Morrison Plantation Smokehouse | |
![]() Location in Arkansas ![]() Location in United States | |
| Nearest city | Saginaw, Arkansas |
|---|---|
| Coordinates | 34°16′12″N 92°56′50″W / 34.27000°N 92.94722°W |
| Area | less than one acre |
| Built | 1854 |
| NRHP reference No. | 77000254[1] |
| Added to NRHP | December 28, 1977 |
The Morrison Plantation Smokehouse is a historic plantation outbuilding in rural Hot Spring County, Arkansas. Located off County Road 15 near Saginaw, it is the last surviving remnant of a once-extensive forced labor camp. It was built about 1854, probably by the forced labor of enslaved people, on the plantation of Daniel Morrison.[2]
It is a hexagonal structure, built out of dry laid fieldstone, and capped with a hip roof that has a gabled venting cupola at the top.
The building was listed on the National Register of Historic Places in 1977.[1]
See also
References
- 1 2 "National Register Information System". National Register of Historic Places. National Park Service. July 9, 2010.
- ↑ "NRHP nomination for Morrison Plantation Smokehouse". Arkansas Preservation. Retrieved 2015-10-26.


PROBLEM REQUIREMENTS
Every line containing the word "velo" must be pulled from the records.

Saved data entries
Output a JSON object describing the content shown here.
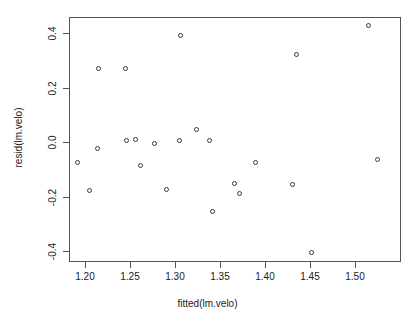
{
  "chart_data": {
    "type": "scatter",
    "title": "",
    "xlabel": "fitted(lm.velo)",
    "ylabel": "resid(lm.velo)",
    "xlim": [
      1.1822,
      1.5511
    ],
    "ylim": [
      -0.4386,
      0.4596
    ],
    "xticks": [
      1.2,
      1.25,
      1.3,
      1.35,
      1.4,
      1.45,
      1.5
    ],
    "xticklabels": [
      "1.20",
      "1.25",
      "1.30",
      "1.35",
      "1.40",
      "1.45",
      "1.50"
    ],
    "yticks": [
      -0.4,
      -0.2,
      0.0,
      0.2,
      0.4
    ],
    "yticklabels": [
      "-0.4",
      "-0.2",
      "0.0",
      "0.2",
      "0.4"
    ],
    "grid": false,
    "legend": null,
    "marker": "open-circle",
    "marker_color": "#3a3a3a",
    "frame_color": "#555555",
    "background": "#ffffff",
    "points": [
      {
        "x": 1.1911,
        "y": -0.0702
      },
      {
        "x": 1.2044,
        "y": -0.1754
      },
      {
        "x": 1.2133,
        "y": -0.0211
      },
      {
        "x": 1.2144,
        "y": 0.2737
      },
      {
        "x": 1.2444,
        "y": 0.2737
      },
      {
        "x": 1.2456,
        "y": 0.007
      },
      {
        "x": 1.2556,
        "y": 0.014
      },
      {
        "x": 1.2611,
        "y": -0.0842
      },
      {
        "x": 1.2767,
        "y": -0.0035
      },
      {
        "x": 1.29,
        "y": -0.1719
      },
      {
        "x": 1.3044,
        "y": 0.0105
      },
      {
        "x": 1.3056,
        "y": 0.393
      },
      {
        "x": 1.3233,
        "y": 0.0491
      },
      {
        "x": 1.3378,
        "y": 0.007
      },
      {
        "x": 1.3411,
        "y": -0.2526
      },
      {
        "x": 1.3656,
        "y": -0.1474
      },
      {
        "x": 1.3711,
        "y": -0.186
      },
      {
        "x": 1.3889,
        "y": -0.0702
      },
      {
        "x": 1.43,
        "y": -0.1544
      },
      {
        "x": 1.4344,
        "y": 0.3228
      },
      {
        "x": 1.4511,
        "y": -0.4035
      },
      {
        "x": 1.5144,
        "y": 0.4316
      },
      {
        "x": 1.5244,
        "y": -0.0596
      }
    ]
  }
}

--

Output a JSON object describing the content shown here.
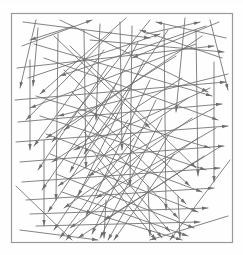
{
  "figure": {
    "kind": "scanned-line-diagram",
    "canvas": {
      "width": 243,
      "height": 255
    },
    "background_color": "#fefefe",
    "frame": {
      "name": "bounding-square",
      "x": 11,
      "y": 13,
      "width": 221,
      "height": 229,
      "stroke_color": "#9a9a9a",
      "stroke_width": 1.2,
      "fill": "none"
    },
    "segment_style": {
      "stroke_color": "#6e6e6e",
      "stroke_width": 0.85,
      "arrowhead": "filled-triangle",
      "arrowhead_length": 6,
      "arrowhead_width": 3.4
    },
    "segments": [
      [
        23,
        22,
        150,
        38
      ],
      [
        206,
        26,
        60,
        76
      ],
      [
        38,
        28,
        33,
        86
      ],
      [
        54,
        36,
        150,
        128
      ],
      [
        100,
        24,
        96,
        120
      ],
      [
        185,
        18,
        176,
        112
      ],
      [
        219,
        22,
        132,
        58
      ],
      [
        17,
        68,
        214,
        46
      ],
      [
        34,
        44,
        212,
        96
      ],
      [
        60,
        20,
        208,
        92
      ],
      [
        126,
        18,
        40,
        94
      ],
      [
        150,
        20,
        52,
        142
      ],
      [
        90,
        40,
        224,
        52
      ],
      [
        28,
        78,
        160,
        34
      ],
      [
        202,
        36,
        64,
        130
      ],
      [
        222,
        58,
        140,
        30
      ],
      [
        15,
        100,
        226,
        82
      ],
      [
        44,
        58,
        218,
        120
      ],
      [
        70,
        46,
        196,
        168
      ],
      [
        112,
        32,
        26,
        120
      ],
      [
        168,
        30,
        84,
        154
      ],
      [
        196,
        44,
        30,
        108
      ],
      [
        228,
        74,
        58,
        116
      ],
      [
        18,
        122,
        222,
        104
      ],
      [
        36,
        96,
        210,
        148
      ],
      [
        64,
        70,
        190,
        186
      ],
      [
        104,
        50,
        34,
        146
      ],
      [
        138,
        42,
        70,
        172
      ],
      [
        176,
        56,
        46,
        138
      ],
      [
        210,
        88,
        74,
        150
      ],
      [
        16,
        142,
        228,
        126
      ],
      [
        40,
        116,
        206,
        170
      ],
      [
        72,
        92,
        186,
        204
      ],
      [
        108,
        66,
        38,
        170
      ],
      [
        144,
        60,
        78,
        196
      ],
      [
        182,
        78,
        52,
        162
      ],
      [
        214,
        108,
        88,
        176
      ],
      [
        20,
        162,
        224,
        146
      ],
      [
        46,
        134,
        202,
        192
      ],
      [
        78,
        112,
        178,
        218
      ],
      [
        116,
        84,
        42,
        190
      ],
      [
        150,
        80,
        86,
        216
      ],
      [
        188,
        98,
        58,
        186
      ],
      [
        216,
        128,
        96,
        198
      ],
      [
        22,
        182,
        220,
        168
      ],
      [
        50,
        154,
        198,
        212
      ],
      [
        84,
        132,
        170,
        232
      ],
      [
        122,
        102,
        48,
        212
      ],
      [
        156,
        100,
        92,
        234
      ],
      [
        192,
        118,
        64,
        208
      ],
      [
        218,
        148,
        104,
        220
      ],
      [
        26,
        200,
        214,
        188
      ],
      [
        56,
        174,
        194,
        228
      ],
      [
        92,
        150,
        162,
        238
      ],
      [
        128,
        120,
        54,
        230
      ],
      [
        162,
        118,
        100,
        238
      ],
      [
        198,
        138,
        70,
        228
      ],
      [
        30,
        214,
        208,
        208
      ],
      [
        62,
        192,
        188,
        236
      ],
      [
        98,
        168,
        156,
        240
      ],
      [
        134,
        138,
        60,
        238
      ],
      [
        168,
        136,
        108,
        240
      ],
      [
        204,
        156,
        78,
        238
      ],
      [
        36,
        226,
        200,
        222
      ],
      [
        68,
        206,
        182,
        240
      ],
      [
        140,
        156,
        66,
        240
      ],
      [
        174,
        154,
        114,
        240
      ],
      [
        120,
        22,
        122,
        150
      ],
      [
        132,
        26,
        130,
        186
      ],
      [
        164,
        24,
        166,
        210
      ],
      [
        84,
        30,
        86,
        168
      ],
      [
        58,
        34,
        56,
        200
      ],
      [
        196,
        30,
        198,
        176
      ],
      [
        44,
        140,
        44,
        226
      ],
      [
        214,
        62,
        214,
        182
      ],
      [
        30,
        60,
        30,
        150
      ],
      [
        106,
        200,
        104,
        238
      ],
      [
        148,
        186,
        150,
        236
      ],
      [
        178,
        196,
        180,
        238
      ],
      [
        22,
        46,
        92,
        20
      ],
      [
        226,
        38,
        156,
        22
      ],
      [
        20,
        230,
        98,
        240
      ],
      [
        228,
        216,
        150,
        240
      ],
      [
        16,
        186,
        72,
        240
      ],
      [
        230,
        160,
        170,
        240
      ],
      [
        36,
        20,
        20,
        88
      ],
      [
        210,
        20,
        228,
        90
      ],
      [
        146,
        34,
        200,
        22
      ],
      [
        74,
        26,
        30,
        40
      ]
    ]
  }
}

...

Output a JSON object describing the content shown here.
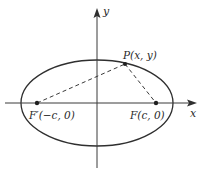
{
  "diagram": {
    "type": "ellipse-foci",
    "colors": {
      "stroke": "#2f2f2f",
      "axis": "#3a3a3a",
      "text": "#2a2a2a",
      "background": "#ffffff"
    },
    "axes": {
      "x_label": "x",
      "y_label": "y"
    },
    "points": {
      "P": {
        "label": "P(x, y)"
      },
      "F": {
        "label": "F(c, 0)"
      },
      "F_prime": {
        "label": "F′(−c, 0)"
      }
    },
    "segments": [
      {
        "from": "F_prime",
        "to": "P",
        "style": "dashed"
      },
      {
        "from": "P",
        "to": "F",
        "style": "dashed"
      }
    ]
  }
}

SOLUTION TO THIS EXERCISE
    "xlabel": "fitted(lm.velo)",
    "ylabel": "resid(lm.velo)",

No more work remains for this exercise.